Abstract

Dent’s disease is an inherited disorder whose clinical features result from renal tubular epithelial dysfunction. Dent’s disease is associated with mutations in CLCN5 in about 60% of cases, and with mutations in OCRL1 in another 15%. The major features of Dent’s disease reflect disturbances in proximal tubular solute reabsorption. The most consistent of these is low-molecular-weight (LMW) proteinuria, which is essentially a universal feature in all affected males and, in less extreme degrees, in many carrier females. LMW proteinuria is dramatically milder in females, but it is sufficiently consistent as to have value as a screening tool, though some carriers have normal excretion of LMW proteins. The urinary proteome in Dent’s disease reflects failure to reabsorb filtered proteins. It does not include proteinsthat are secreted into the urine in response to tubular injury.Although kidney stones occur in only half of patients, nephrolithiasis is one of the distinctive features of Dent’s disease.

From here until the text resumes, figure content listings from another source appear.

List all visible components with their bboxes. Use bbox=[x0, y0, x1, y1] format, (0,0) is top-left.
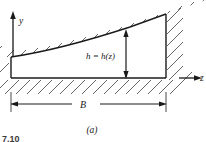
figure-caption: (a) bbox=[86, 125, 97, 136]
figure-number: 7.10 bbox=[2, 134, 20, 142]
y-axis-arrow bbox=[10, 11, 16, 57]
right-wall-hatching bbox=[167, 6, 192, 88]
width-dimension-line bbox=[10, 92, 167, 112]
gap-function-label: h = h(z) bbox=[86, 51, 115, 61]
y-axis-label: y bbox=[18, 16, 24, 26]
lower-wall-hatching bbox=[0, 80, 184, 94]
width-dimension-label: B bbox=[80, 99, 86, 110]
z-axis-label: z bbox=[199, 73, 204, 83]
wedge-diagram: y z h = h(z) B (a) 7.10 bbox=[0, 0, 206, 142]
left-corner-hatching bbox=[0, 63, 9, 72]
z-axis-arrow bbox=[179, 75, 202, 81]
figure-container: y z h = h(z) B (a) 7.10 bbox=[0, 0, 206, 142]
gap-height-arrow bbox=[123, 29, 128, 79]
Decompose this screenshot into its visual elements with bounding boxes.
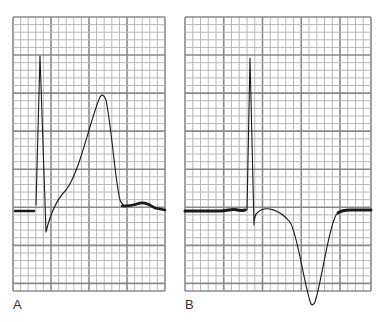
panel-label-a: A xyxy=(13,297,22,312)
ecg-trace-a xyxy=(36,56,165,232)
grid-panel-b xyxy=(185,17,371,291)
panel-label-b: B xyxy=(185,297,194,312)
grid-panel-a xyxy=(13,17,165,291)
ecg-canvas xyxy=(0,0,383,322)
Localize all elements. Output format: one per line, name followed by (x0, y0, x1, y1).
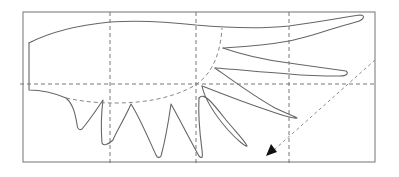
template-frame (23, 12, 375, 162)
grid-lines (20, 12, 375, 165)
wing-template-diagram (0, 0, 399, 177)
fold-line (66, 28, 222, 103)
lower-spikes (29, 43, 202, 158)
feather-2 (215, 48, 347, 76)
feather-3 (202, 68, 297, 118)
fold-direction-arrow (266, 60, 375, 156)
arrow-head-icon (266, 144, 277, 156)
feather-4 (199, 86, 247, 146)
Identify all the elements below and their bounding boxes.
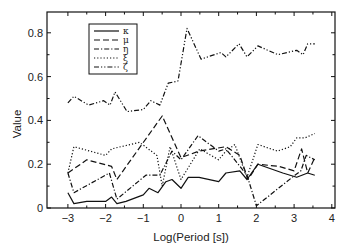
x-axis-label: Log(Period [s]): [153, 231, 229, 243]
y-tick-label: 0.6: [28, 71, 43, 83]
series-line-solid: [68, 164, 315, 203]
x-tick-label: −2: [99, 212, 112, 224]
y-tick-label: 0.8: [28, 27, 43, 39]
x-tick-label: −1: [137, 212, 150, 224]
x-tick-label: 4: [329, 212, 335, 224]
series-line-dashed: [68, 116, 315, 180]
x-tick-label: 2: [253, 212, 259, 224]
y-tick-label: 0.2: [28, 158, 43, 170]
legend-entry-label: ζ: [123, 62, 128, 72]
x-tick-label: 0: [178, 212, 184, 224]
y-tick-label: 0.4: [28, 114, 43, 126]
line-chart: −3−2−101234 00.20.40.60.8 κμηξζ Log(Peri…: [0, 0, 348, 247]
x-tick-label: −3: [62, 212, 75, 224]
y-axis-label: Value: [11, 110, 23, 139]
legend: κμηξζ: [89, 24, 137, 74]
x-tick-label: 3: [291, 212, 297, 224]
series-line-dotted: [68, 134, 315, 187]
x-tick-labels: −3−2−101234: [62, 212, 335, 224]
x-tick-label: 1: [216, 212, 222, 224]
y-tick-labels: 00.20.40.60.8: [28, 27, 43, 214]
y-tick-label: 0: [37, 202, 43, 214]
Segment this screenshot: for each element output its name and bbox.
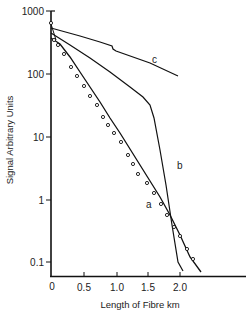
y-tick-10: 10: [33, 132, 45, 143]
chart: 1000 100 10 1 0.1 0 0.5 1.0 1.5 2.0 Leng…: [0, 0, 251, 315]
curve-a-label: a: [146, 199, 152, 210]
y-tick-1000: 1000: [22, 6, 45, 17]
y-tick-100: 100: [27, 69, 44, 80]
x-axis-title: Length of Fibre km: [100, 299, 179, 310]
x-tick-labels: 0 0.5 1.0 1.5 2.0: [49, 281, 187, 293]
curve-b-label: b: [177, 160, 183, 171]
x-tick-0.5: 0.5: [77, 282, 91, 293]
x-tick-1.0: 1.0: [110, 282, 124, 293]
x-tick-0: 0: [49, 281, 55, 292]
y-tick-0.1: 0.1: [30, 257, 44, 268]
curve-a-markers: [49, 21, 194, 260]
y-axis-title: Signal Arbitrary Units: [4, 95, 15, 184]
y-tick-1: 1: [38, 195, 44, 206]
x-tick-1.5: 1.5: [141, 282, 155, 293]
axes: [46, 11, 246, 277]
x-tick-2.0: 2.0: [173, 282, 187, 293]
curve-c-label: c: [152, 54, 157, 65]
y-tick-labels: 1000 100 10 1 0.1: [22, 6, 45, 268]
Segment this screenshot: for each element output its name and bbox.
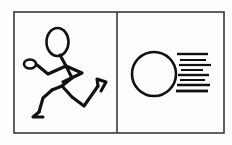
stick-figure-left-arm [37, 65, 66, 74]
stick-figure-head-icon [47, 28, 69, 56]
stick-figure-left-hand-loop [24, 60, 36, 69]
speed-lines-group [176, 54, 211, 91]
circle-with-speed-lines [132, 52, 211, 96]
stick-figure-right-foot [97, 79, 106, 91]
stick-figure-right-leg [62, 86, 98, 106]
stick-figure-hip [52, 86, 62, 90]
stick-figure-left-leg [39, 90, 52, 112]
running-stick-figure [24, 28, 106, 117]
stick-figure-left-foot [33, 112, 43, 117]
motion-circle-icon [132, 52, 176, 96]
drawing-canvas [0, 0, 232, 145]
two-panel-illustration [0, 0, 232, 145]
stick-figure-neck [60, 55, 66, 66]
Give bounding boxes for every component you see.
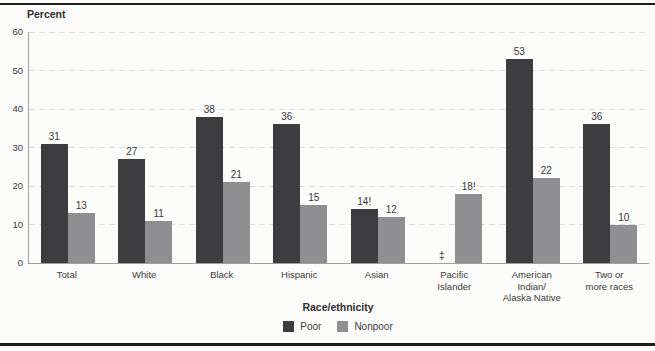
bar-slot-poor-asian: 14! xyxy=(351,196,378,263)
value-label-nonpoor-hispanic: 15 xyxy=(308,192,319,203)
y-tick-label-0: 0 xyxy=(0,257,23,268)
bar-nonpoor-hispanic xyxy=(300,205,327,263)
bar-pair-american-indian-alaska-native: 5322 xyxy=(506,46,560,263)
bar-nonpoor-two-or-more-races xyxy=(610,225,637,264)
legend-label-nonpoor: Nonpoor xyxy=(354,321,392,332)
legend-item-poor: Poor xyxy=(283,321,321,332)
bar-pair-white: 2711 xyxy=(118,146,172,263)
bar-slot-poor-hispanic: 36 xyxy=(273,111,300,263)
value-label-nonpoor-pacific-islander: 18! xyxy=(462,181,476,192)
bottom-rule xyxy=(0,343,655,346)
x-axis-title: Race/ethnicity xyxy=(28,301,648,313)
bar-pair-black: 3821 xyxy=(196,104,250,263)
plot-area: 311327113821361514!12‡18!53223610 xyxy=(28,32,649,264)
top-rule xyxy=(0,3,655,5)
category-label-two-or-more-races: Two ormore races xyxy=(571,269,649,304)
bar-group-white: 2711 xyxy=(107,32,185,263)
value-label-poor-black: 38 xyxy=(204,104,215,115)
bar-group-hispanic: 3615 xyxy=(262,32,340,263)
bar-slot-poor-white: 27 xyxy=(118,146,145,263)
y-tick-label-10: 10 xyxy=(0,219,23,230)
bar-pair-pacific-islander: ‡18! xyxy=(428,181,482,263)
legend-swatch-poor xyxy=(283,321,294,332)
bar-slot-poor-two-or-more-races: 36 xyxy=(583,111,610,263)
bar-slot-poor-american-indian-alaska-native: 53 xyxy=(506,46,533,263)
y-tick-label-30: 30 xyxy=(0,142,23,153)
bar-slot-nonpoor-hispanic: 15 xyxy=(300,192,327,263)
value-label-nonpoor-white: 11 xyxy=(154,208,164,219)
bar-nonpoor-asian xyxy=(378,217,405,263)
bar-pair-asian: 14!12 xyxy=(351,196,405,263)
value-label-nonpoor-two-or-more-races: 10 xyxy=(618,212,629,223)
bar-poor-black xyxy=(196,117,223,263)
bar-slot-nonpoor-white: 11 xyxy=(145,208,172,263)
legend-label-poor: Poor xyxy=(300,321,321,332)
bar-pair-total: 3113 xyxy=(41,131,95,263)
bar-nonpoor-white xyxy=(145,221,172,263)
bar-pair-two-or-more-races: 3610 xyxy=(583,111,637,263)
y-tick-label-20: 20 xyxy=(0,180,23,191)
bar-slot-poor-pacific-islander: ‡ xyxy=(428,250,455,263)
bar-nonpoor-pacific-islander xyxy=(455,194,482,263)
bar-group-asian: 14!12 xyxy=(339,32,417,263)
y-tick-label-50: 50 xyxy=(0,65,23,76)
category-label-total: Total xyxy=(28,269,106,304)
category-label-pacific-islander: PacificIslander xyxy=(416,269,494,304)
value-label-poor-total: 31 xyxy=(49,131,60,142)
value-label-poor-american-indian-alaska-native: 53 xyxy=(514,46,525,57)
bar-group-pacific-islander: ‡18! xyxy=(417,32,495,263)
legend-item-nonpoor: Nonpoor xyxy=(337,321,392,332)
category-label-asian: Asian xyxy=(338,269,416,304)
category-label-hispanic: Hispanic xyxy=(261,269,339,304)
bar-slot-nonpoor-pacific-islander: 18! xyxy=(455,181,482,263)
bar-group-total: 3113 xyxy=(29,32,107,263)
bar-slot-nonpoor-total: 13 xyxy=(68,200,95,263)
y-axis: 0102030405060 xyxy=(0,32,23,263)
y-tick-label-40: 40 xyxy=(0,103,23,114)
value-label-poor-asian: 14! xyxy=(357,196,371,207)
bar-poor-total xyxy=(41,144,68,263)
bar-slot-poor-total: 31 xyxy=(41,131,68,263)
bar-poor-white xyxy=(118,159,145,263)
y-tick-label-60: 60 xyxy=(0,26,23,37)
bar-poor-two-or-more-races xyxy=(583,124,610,263)
bar-poor-hispanic xyxy=(273,124,300,263)
bar-nonpoor-american-indian-alaska-native xyxy=(533,178,560,263)
legend: PoorNonpoor xyxy=(28,321,648,332)
bar-slot-nonpoor-american-indian-alaska-native: 22 xyxy=(533,165,560,263)
bar-slot-nonpoor-black: 21 xyxy=(223,169,250,263)
category-label-american-indian-alaska-native: AmericanIndian/Alaska Native xyxy=(493,269,571,304)
x-axis-labels: TotalWhiteBlackHispanicAsianPacificIslan… xyxy=(28,269,648,304)
bar-poor-american-indian-alaska-native xyxy=(506,59,533,263)
value-label-poor-white: 27 xyxy=(126,146,137,157)
value-label-poor-pacific-islander: ‡ xyxy=(439,250,445,261)
bar-nonpoor-total xyxy=(68,213,95,263)
bar-poor-asian xyxy=(351,209,378,263)
value-label-nonpoor-american-indian-alaska-native: 22 xyxy=(541,165,552,176)
value-label-poor-two-or-more-races: 36 xyxy=(591,111,602,122)
bar-slot-poor-black: 38 xyxy=(196,104,223,263)
value-label-nonpoor-asian: 12 xyxy=(386,204,397,215)
category-label-black: Black xyxy=(183,269,261,304)
bar-pair-hispanic: 3615 xyxy=(273,111,327,263)
bar-group-american-indian-alaska-native: 5322 xyxy=(494,32,572,263)
value-label-nonpoor-black: 21 xyxy=(231,169,242,180)
figure-container: Percent 0102030405060 311327113821361514… xyxy=(0,0,655,351)
bar-groups: 311327113821361514!12‡18!53223610 xyxy=(29,32,649,263)
y-axis-title: Percent xyxy=(27,8,66,20)
bar-group-two-or-more-races: 3610 xyxy=(572,32,650,263)
category-label-white: White xyxy=(106,269,184,304)
value-label-nonpoor-total: 13 xyxy=(76,200,87,211)
value-label-poor-hispanic: 36 xyxy=(281,111,292,122)
bar-slot-nonpoor-two-or-more-races: 10 xyxy=(610,212,637,264)
bar-nonpoor-black xyxy=(223,182,250,263)
bar-slot-nonpoor-asian: 12 xyxy=(378,204,405,263)
legend-swatch-nonpoor xyxy=(337,321,348,332)
bar-group-black: 3821 xyxy=(184,32,262,263)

Hypercalciuria is nearly universal before the onset of renal failure, and the stones are composed of calcium, either oxalate or phosphate. Hypercalciuria is moderate in adolescents and young adults with Dent’s disease, in the range of 4-6 mg/kg body weight, but in children under age 10 years it can be much greater and can exceed 10 mg/kg. Nephrocalcinosis may reflect a disturbance beyond hypercalciuria, as the degree of hypercalciuria in Dent’s disease is no more severe than in a typical patient with idiopathic hypercalciuria. Rickets only occurs in a minority of patients with Dent’s disease but it is often severe and disabling in those patients.